Second Look: Randy Newman – Good Old Boys

After passing on Nebraska, Springsteen’s claustrophobic chronicle of rustbelt stasis and suffocation, along with a few warped Phil Ochs LPs, the name of 2011’s Oscar winner for “Best Original Song” peaks out from behind a cluster of misfiled Flying Burritos Brothers albums. The LP is Randy Newman’s 1974 concept album Good Old Boys, a glinting and resilient proclamation of Dixie’s bedrock communal backbone pelted by naturalistic calamity and Northern moral superiority. Covered with an out-of-focus snapshot of a stocky white man donning dark sunglasses in a bar, his right arm wrapped around a cute blonde who appears haloed by a tacky fluorescent light fixture. Nestled between the middle and ring fingers of his free hand, palm facing outward and fingers fully extended, is a lazily burning cigarette.

Featuring cameos by Ry Cooder and Don Henley, Good Old Boys begins with bluesy pianos and our protagonist watching a “smart-ass New York” intellectual diss segregationist Governor Lester Maddox on the boob tube. Flatly calling out the North’s hypocrisy, he looks to music as a means of expressing his Southern working class identity in “Rednecks”: “If they think they’re better than him they’re wrong / So I went to the park and I took some paper along / And that’s where I made this song.” Tender, nostalgic vocals on “Birmingham” find pride in community despite a harsh day to day grind: “And I work all day in the factory / That’s alright with me…Birm-ing-ham, Birm-ing-ham / The greatest city in Alabam’.”

“Louisiana 1927,” preoccupied with fatalism and the wrath of God, hones in on the lucky ones reemerging post-deluge. Heart-wrenching string arrangements remind us of irreplaceable loss, but a crawling piano and Newman’s drowsy, stubborn vocals light the forward path. All we’ve got is each other, and Silent Cal Coolidge ain’t likely to step up to the plate: “They’re tryin’ ta wash us away / Low-weezy-anna/ Low-weezy-anna.” Words slide into each other, and, as Greil Marcus perfectly captures in his seminal work Mystery Train “syllables are not bitten off, but just wear out and dissolve.”

Co-penned by radical populist Louisiana icon Huey “The Kingfish” Long to support a “Share Our Wealth” income distribution campaign that would have Sweden blushing, the 1935 sing-along “Every Man A King” is covered as a traditional folk sing-along. America, the land of plenty: “With castles and clothing an’ food for all / All belongs to you.” But hey now, let’s not get greedy: “There’s enough for all people to share… There’ll be peace without end / Ev’ry neighbor a friend.” Long’s socialist ditty bleeds into Newman’s listless drawl in “Kingfish,” a stump speech for Governor Long’s crusade against Mr. Rockefeller’s goons: “Who took the Standard Oil men / And whipped their ass / Just like he promised he’d do / Ain’t no Standard Oil men gonna run this state / Goanna be run by little folks like me an’ you.” With gospel laden vocals and the fresh promise of salvation, Newman proclaims alongside a heaping pile of irony: “Friend of the workin’ man / Kingggg-fish, Kingggg-fish / The Kingfish goanna save this land.”

But it’s on “Mr. President (Have Pity On The Working Man)” that the hallelujahs of solidarity really take shape. Back against the wall and facing grim economic prospects, Newman begs, not for equality or even respect, but for a single iota of compassion: “We’re not asking you ta love us / You may place yourself high above us / Mr. Prez-din have pity on the workin’ man.” Triumphant horns and smooth baseline clash with Newman’s frustrated lyrics, as he ponders whether neglect of the everyman is the product of corruption or madness: “Maybe you’ve cheated / Maybe you’ve lied / Maybe you have lost your mind / Maybe you’re only thinking ’bout yourself.” As blaring brass pushes the song to climax, Newman pleads once more in distinctly blue collar dialect: “Mr. Prez-din, have pity on the workin’ man!”

So, long before his improv work in post-Y2K Quahog, Rhode Island (“Red headed lady, Reaching for an apple /Gonna take a bite, nope, nope… She takes a bite /Chews it once, twice, three times, four times, stops!”), Randy Newman was reviving socialist ditties, denouncing Dixie for bigotry, and begging Mr. President to give a damn about the little guy. Halleluiah. Amen.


◆ Exercise requirements:
Copy each line containing the word "multiplier" from the records that follow, please.

↓↓↓

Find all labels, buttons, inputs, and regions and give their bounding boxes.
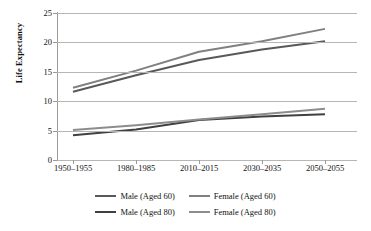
y-tick-mark [53, 101, 57, 102]
legend-entry[interactable]: Male (Aged 60) [95, 192, 174, 201]
legend-swatch-line-icon [189, 211, 210, 213]
y-axis-title: Life Expectancy [14, 0, 24, 108]
series-line [73, 109, 325, 130]
series-lines [57, 13, 357, 160]
y-axis-tick-labels: 2520151050 [26, 0, 52, 175]
legend-swatch-line-icon [95, 195, 116, 197]
gridline [57, 131, 357, 132]
gridline [57, 42, 357, 43]
y-tick-label: 5 [30, 127, 52, 136]
x-tick-mark [199, 160, 200, 164]
series-line [73, 29, 325, 88]
chart-legend: Male (Aged 60)Female (Aged 60)Male (Aged… [0, 188, 371, 220]
legend-entry[interactable]: Male (Aged 80) [95, 208, 174, 217]
gridline [57, 101, 357, 102]
legend-swatch-line-icon [189, 195, 210, 197]
y-tick-label: 20 [30, 38, 52, 47]
x-tick-mark [325, 160, 326, 164]
x-tick-label: 2050–2055 [288, 164, 362, 173]
gridline [57, 72, 357, 73]
legend-label: Female (Aged 80) [214, 208, 276, 217]
x-axis-tick-labels: 1950–19551980–19852010–20152030–20352050… [57, 164, 357, 180]
gridline [57, 13, 357, 14]
series-line [73, 41, 325, 92]
legend-entry[interactable]: Female (Aged 60) [189, 192, 276, 201]
legend-label: Male (Aged 80) [120, 208, 174, 217]
y-tick-label: 25 [30, 9, 52, 18]
legend-row: Male (Aged 60)Female (Aged 60) [0, 188, 371, 204]
series-line [73, 114, 325, 135]
legend-label: Female (Aged 60) [214, 192, 276, 201]
legend-swatch-line-icon [95, 211, 116, 213]
plot-area [57, 13, 357, 160]
y-tick-mark [53, 160, 57, 161]
legend-row: Male (Aged 80)Female (Aged 80) [0, 204, 371, 220]
y-tick-label: 10 [30, 97, 52, 106]
x-tick-mark [262, 160, 263, 164]
legend-entry[interactable]: Female (Aged 80) [189, 208, 276, 217]
x-tick-mark [136, 160, 137, 164]
y-tick-mark [53, 131, 57, 132]
legend-label: Male (Aged 60) [120, 192, 174, 201]
y-tick-mark [53, 72, 57, 73]
x-tick-mark [73, 160, 74, 164]
y-tick-label: 15 [30, 68, 52, 77]
gridline [57, 160, 357, 161]
y-tick-mark [53, 13, 57, 14]
y-tick-mark [53, 42, 57, 43]
life-expectancy-line-chart: Life Expectancy 2520151050 1950–19551980… [0, 0, 371, 231]
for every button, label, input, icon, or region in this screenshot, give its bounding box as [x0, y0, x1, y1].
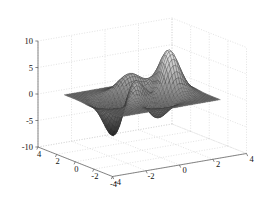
y-tick-mark: [180, 165, 181, 168]
right-wall-grid-z: [38, 18, 172, 41]
z-tick-label: 10: [25, 36, 34, 46]
right-wall-grid-z: [38, 45, 172, 68]
z-tick-label: 0: [29, 89, 33, 99]
x-tick-label: 0: [74, 164, 78, 174]
surface-plot: 1050-5-10420-2-4-4-2024: [0, 0, 269, 209]
back-wall-grid-z: [172, 18, 247, 48]
y-tick-label: -4: [114, 177, 122, 187]
x-tick-label: 4: [37, 149, 42, 159]
x-tick-label: 2: [56, 156, 60, 166]
y-tick-label: 2: [216, 159, 220, 169]
floor-grid-line-x: [94, 146, 228, 169]
x-tick-label: -2: [91, 171, 98, 181]
y-tick-mark: [247, 154, 248, 157]
z-tick-label: -10: [22, 142, 33, 152]
y-tick-label: 4: [249, 154, 254, 164]
z-tick-label: -5: [26, 116, 33, 126]
floor-grid-line-x: [75, 139, 209, 162]
back-wall-grid-z: [172, 45, 247, 75]
y-tick-mark: [213, 159, 214, 162]
z-tick-label: 5: [29, 63, 33, 73]
y-tick-label: -2: [147, 171, 154, 181]
figure-canvas: 1050-5-10420-2-4-4-2024: [0, 0, 269, 209]
surface-mesh: [64, 50, 220, 136]
y-tick-label: 0: [182, 165, 186, 175]
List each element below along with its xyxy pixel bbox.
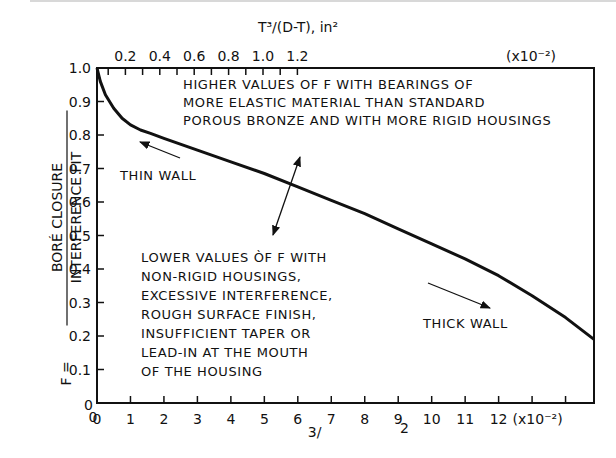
lower-values-note-line: EXCESSIVE INTERFERENCE, (141, 288, 333, 303)
lower-values-note-line: NON-RIGID HOUSINGS, (141, 269, 301, 284)
top-x-tick-label: 1.2 (286, 48, 308, 64)
x-tick-label: 10 (423, 411, 441, 427)
x-tick-label: 1 (126, 411, 135, 427)
top-x-tick-label: 0.2 (114, 48, 136, 64)
higher-values-note-line: HIGHER VALUES OF F WITH BEARINGS OF (183, 77, 473, 92)
lower-values-note-line: OF THE HOUSING (141, 364, 263, 379)
y-tick-label: 0.2 (69, 328, 91, 344)
x-tick-label: 8 (360, 411, 369, 427)
x-tick-label: 5 (260, 411, 269, 427)
lower-values-note-line: INSUFFICIENT TAPER OR (141, 326, 311, 341)
y-tick-label: 1.0 (69, 60, 91, 76)
top-x-tick-label: 1.0 (252, 48, 274, 64)
thick-wall-arrow-icon (428, 283, 490, 308)
x-tick-label-zero: 0 (89, 409, 98, 425)
y-tick-label: 0.9 (69, 94, 91, 110)
x-tick-label: 6 (293, 411, 302, 427)
x-axis-title-fragment: 3/ (308, 424, 322, 440)
higher-values-note-line: MORE ELASTIC MATERIAL THAN STANDARD (183, 95, 485, 110)
y-axis-denominator: INTERFERENCE FIT (68, 151, 84, 283)
x-tick-label: 12 (490, 411, 508, 427)
x-axis-title-fragment: 2 (400, 420, 409, 436)
x-tick-label: 11 (456, 411, 474, 427)
y-axis-title: F =BORÉ CLOSUREINTERFERENCE FIT (49, 111, 84, 386)
higher-values-note-line: POROUS BRONZE AND WITH MORE RIGID HOUSIN… (183, 113, 551, 128)
lower-values-note-line: ROUGH SURFACE FINISH, (141, 307, 317, 322)
y-tick-label: 0.3 (69, 295, 91, 311)
top-axis-title: T³/(D-T), in² (257, 19, 338, 35)
x-multiplier-label: (x10⁻²) (513, 411, 563, 427)
top-multiplier-label: (x10⁻²) (506, 48, 556, 64)
y-tick-label: 0.8 (69, 127, 91, 143)
thin-wall-label: THIN WALL (119, 168, 196, 183)
thick-wall-label: THICK WALL (422, 316, 508, 331)
top-x-tick-label: 0.4 (149, 48, 171, 64)
x-tick-label: 4 (226, 411, 235, 427)
y-axis-title-prefix: F = (58, 361, 74, 385)
x-tick-label: 7 (327, 411, 336, 427)
x-tick-label: 2 (159, 411, 168, 427)
thin-wall-arrow-icon (140, 142, 180, 158)
chart: 0123456789101112(x10⁻²)3/200.10.20.30.40… (0, 0, 616, 458)
y-axis-numerator: BORÉ CLOSURE (49, 163, 65, 272)
lower-values-note-line: LOWER VALUES ÒF F WITH (141, 250, 327, 265)
double-arrow-icon (273, 157, 300, 235)
top-x-tick-label: 0.6 (183, 48, 205, 64)
x-tick-label: 3 (193, 411, 202, 427)
top-x-tick-label: 0.8 (217, 48, 239, 64)
lower-values-note-line: LEAD-IN AT THE MOUTH (141, 345, 308, 360)
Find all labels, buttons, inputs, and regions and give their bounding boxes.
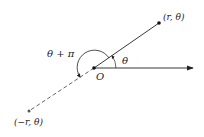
label-theta-plus-pi: θ + π: [47, 48, 75, 59]
label-theta: θ: [122, 55, 128, 66]
origin-point: [92, 66, 96, 70]
point-negative-r-theta: [28, 110, 31, 113]
polar-diagram: (r, θ) O θ θ + π (−r, θ): [0, 0, 204, 137]
label-origin: O: [96, 71, 104, 82]
ray-negative-r: [29, 68, 94, 111]
label-negative-r-theta: (−r, θ): [14, 117, 44, 127]
label-r-theta: (r, θ): [163, 12, 185, 22]
point-r-theta: [157, 21, 161, 25]
angle-theta-pi-arc: [77, 50, 109, 77]
angle-theta-arc: [112, 56, 116, 68]
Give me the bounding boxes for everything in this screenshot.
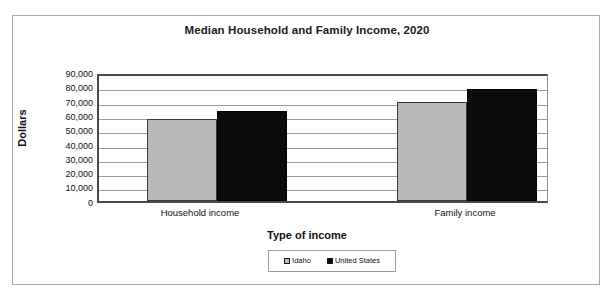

↑↑↑

◆ Result for this task:
x-multiplier-label: (x10⁻²) (513, 411, 563, 427)
top-multiplier-label: (x10⁻²) (506, 48, 556, 64)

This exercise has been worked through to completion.